MaplePitch Logo

Casemiro's Neymar Plea to Ancelotti as Man Utd Exit Looms

Casemiro is already talking like a man with one eye on his next chapter. Manchester United are the past; Brazil and Carlo Ancelotti are very much the future.

The 34-year-old midfielder, who has made it clear he will leave Old Trafford this summer, has turned his attention to the World Cup and one name in particular: Neymar.

For Casemiro, Brazil’s record goalscorer still holds the key.

“We don’t have this player in this moment”

Neymar has not pulled on the Brazil shirt since a devastating knee injury two-and-a-half years ago, when he ruptured the anterior cruciate ligament and meniscus in his left leg. Minor surgery on the same knee followed late last year, then another procedure during the March international break.

Those setbacks would have finished lesser players at this stage of their career. Neymar, now 34, chose a different route. He walked away from Al-Hilal almost 18 months ago, returned to his boyhood club Santos, and has quietly played his way back to sharpness. Goals in back-to-back games have arrived at exactly the right time, just days before Ancelotti names his Brazil squad.

Casemiro sees enough to make a very public plea.

Speaking on the Rio Ferdinand Presents YouTube channel, he laid out how he would use Neymar: not as the untouchable star who must play every minute, but as a weapon to be unleashed.

“My decision, yes, but (the) decision you need to (make) first is (tell him), ‘hey, Neymar, you don't play every game,’” Casemiro said. “He plays every game. For me, it's not perfect for him, I think he comes, and the game is not finished, the game is new, new. And (contributing) a special assist, a special goal is (the role) for him.”

Ferdinand cut in: “He could change the game.”

Casemiro didn’t hesitate. “Yeah, change the game, and we don't have this player in this moment, we don't have, so, for me, in my opinion (yes), but it's Ancelotti's decision.”

That is the crux of it. In Casemiro’s eyes, Brazil lack a pure game-changer. A fit, carefully managed Neymar, even in short bursts, still fits that description.

Ancelotti, “my friend” and “the best”

Casemiro’s confidence in making such a bold recommendation stems from a relationship with Ancelotti that goes far beyond the usual player-coach dynamic.

The Italian, who brought Casemiro back into the Brazil set-up last year after a spell out of the picture, is someone the midfielder openly calls a friend.

“I have good, very good feelings with him,” Casemiro told Ferdinand. “He's my friend, he's my friend. I know what he likes, what he doesn't like, I know everything. I've known Ancelotti for a long time, he's (been) my friend for a long time, so I know sometimes I push here, I don't push here, I know everything about Ancelotti.

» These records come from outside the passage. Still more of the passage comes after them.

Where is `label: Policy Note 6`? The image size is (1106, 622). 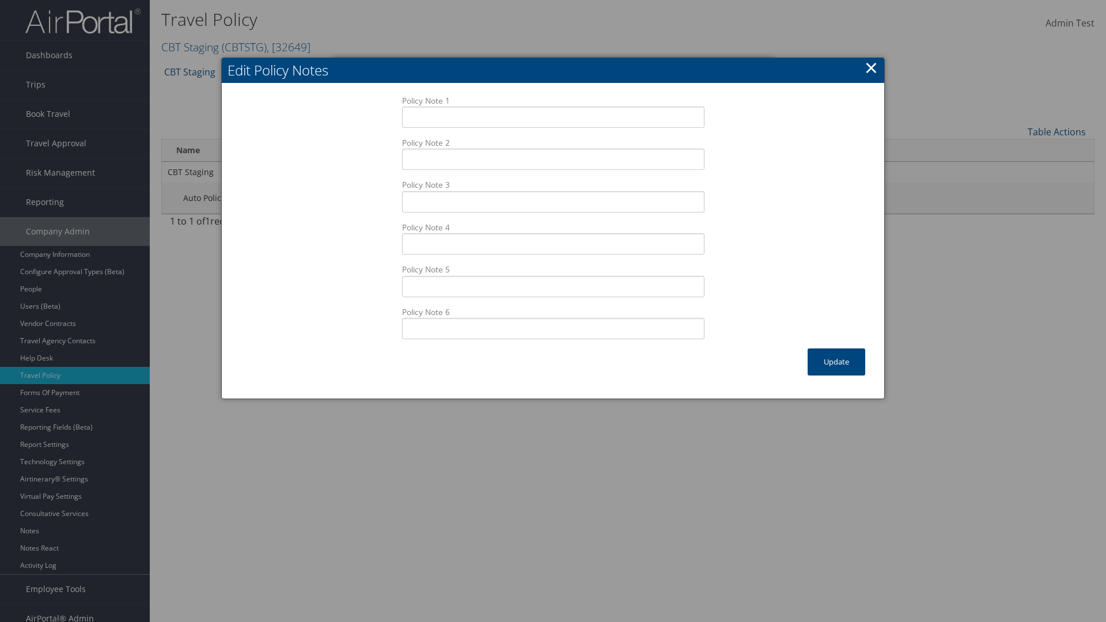
label: Policy Note 6 is located at coordinates (553, 323).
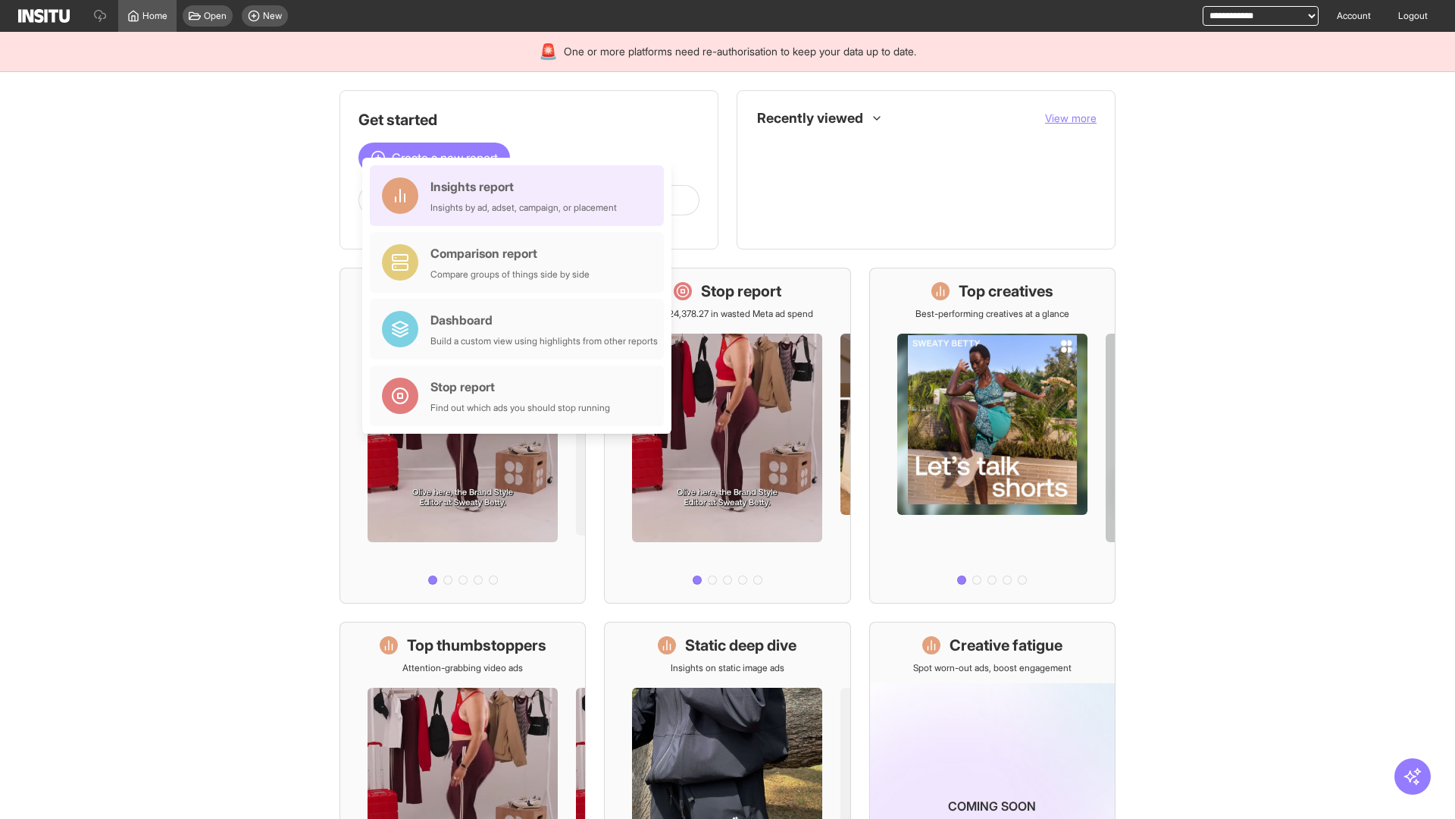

“Ancelotti is in the top three in the world. In the last 15 years, he's (been) the best. He's the best, so Ancelotti is not just my manager, he's my friend.”

Pressed on what makes the Italian “special” among elite coaches, Casemiro went straight to Ancelotti’s feel for the dressing room.

“For me, the first thing is (that) he talks about what the players like to lose. You know? What the players like. ‘I give you one thing, you give me this’.”

He then widened the lens. Talent on the touchline is not enough, he argued.

“But it's impossible to win with just a good manager, you need a good tactic, tactical. You need to know about this; it's impossible to have just one good thing. For winning trophies, you need everything, but for me, the best thing is a very good manager, he understands the players.”

Understanding, trust, and a long history together at Real Madrid and now with Brazil mean Casemiro feels able to speak frankly about Neymar’s role. Ancelotti will make the final call, but his former midfield general has made his stance unmistakably clear.

“No chance” of a Man Utd U-turn

While he talks so passionately about Brazil’s future, Casemiro has been just as decisive about his own.

He will leave Manchester United at the end of the season. No drama. No late twist. No emotional U-turn.

As a free agent this summer, he will have the rare luxury of picking his next manager and project. The decision, he says, was made months ago and nothing has changed.

Speaking to ESPN earlier this month, he shut down any suggestion that he might be persuaded to stay.

“I don't think there's a chance, there's no chance, mostly because of what I said, you know? Go out the big door,” he said.

“I think it was four beautiful, wonderful years, and I am eternally grateful not only to the club, but to the fans, but I think I have to leave on good terms, I have to go out on top. I will be an eternal United fan here in England, and I just have to thank all the love from the fans.”

The language is telling. “Big door.” “On top.” Casemiro wants his Old Trafford story to close cleanly, with respect intact on both sides.

What comes next is less clear. What is obvious is where his heart and his football brain are right now: on a Brazil side he believes still needs Neymar, and on a “special” Italian coach he trusts to get that decision right.